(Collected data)

· · · ·

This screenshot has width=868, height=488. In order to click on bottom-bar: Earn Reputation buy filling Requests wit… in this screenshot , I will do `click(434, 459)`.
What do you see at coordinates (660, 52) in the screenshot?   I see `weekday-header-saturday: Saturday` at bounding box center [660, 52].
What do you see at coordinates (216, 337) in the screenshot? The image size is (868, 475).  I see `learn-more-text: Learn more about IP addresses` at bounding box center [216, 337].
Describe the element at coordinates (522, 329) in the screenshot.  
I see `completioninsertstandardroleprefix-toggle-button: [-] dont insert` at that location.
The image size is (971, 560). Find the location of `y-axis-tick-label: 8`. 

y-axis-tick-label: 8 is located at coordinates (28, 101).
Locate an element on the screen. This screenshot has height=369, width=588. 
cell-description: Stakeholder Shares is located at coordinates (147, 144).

· · · ·

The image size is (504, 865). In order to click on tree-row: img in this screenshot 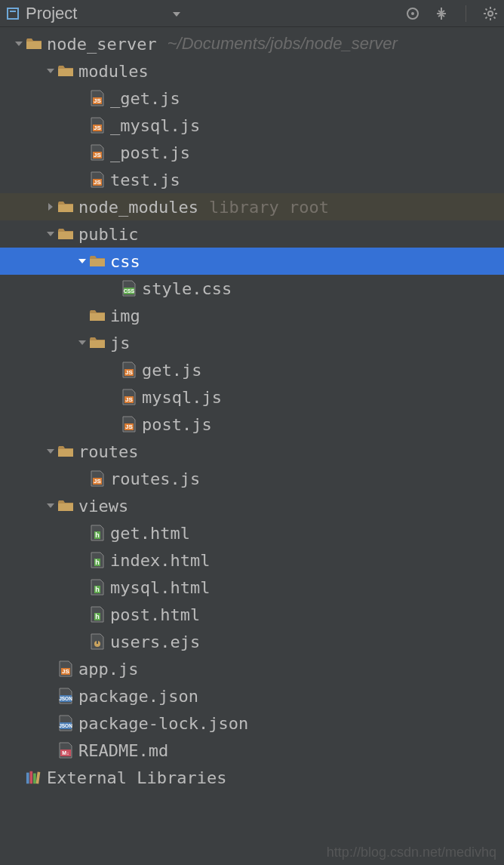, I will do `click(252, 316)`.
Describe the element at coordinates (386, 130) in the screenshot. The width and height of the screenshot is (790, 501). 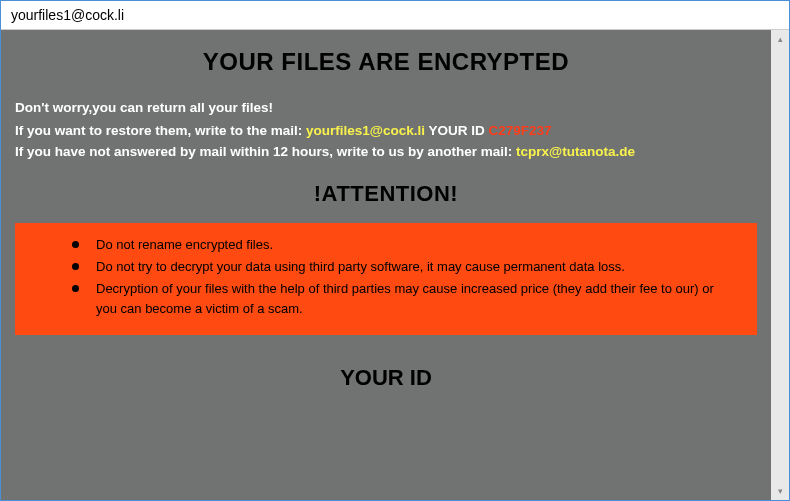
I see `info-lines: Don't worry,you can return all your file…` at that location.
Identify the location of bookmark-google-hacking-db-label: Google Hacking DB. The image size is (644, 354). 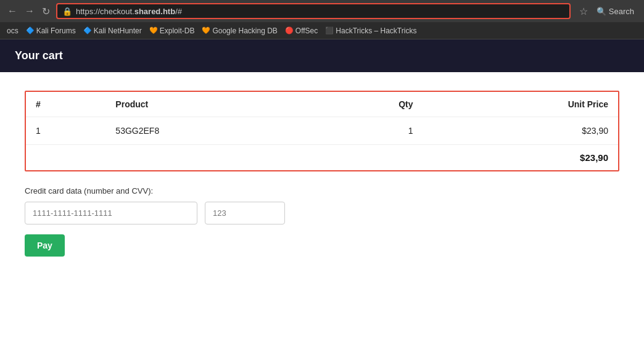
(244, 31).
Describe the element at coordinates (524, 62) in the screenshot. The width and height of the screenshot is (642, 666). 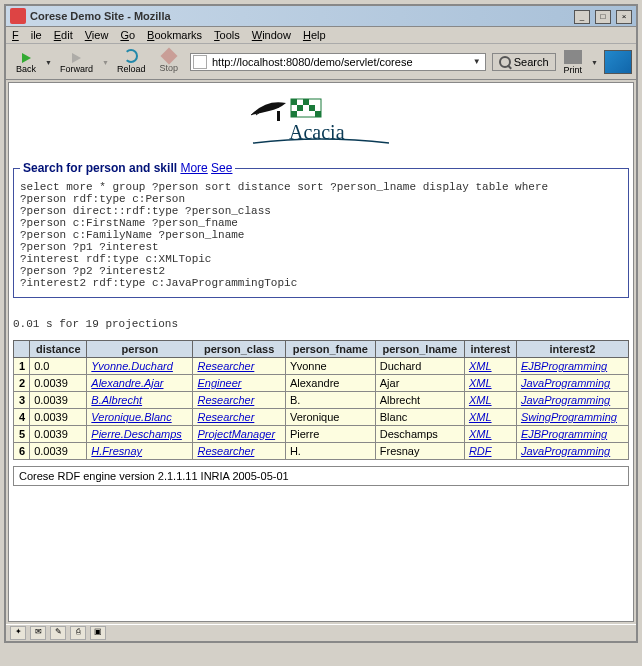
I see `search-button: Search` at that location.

· · · ·

Task details ▸
Scan the records above, then copy out each line that mentions "bounding".

Answer to this problem ▸
What do you see at coordinates (660, 52) in the screenshot?   I see `weekday-header-saturday: Saturday` at bounding box center [660, 52].
What do you see at coordinates (216, 337) in the screenshot? The image size is (868, 475).  I see `learn-more-text: Learn more about IP addresses` at bounding box center [216, 337].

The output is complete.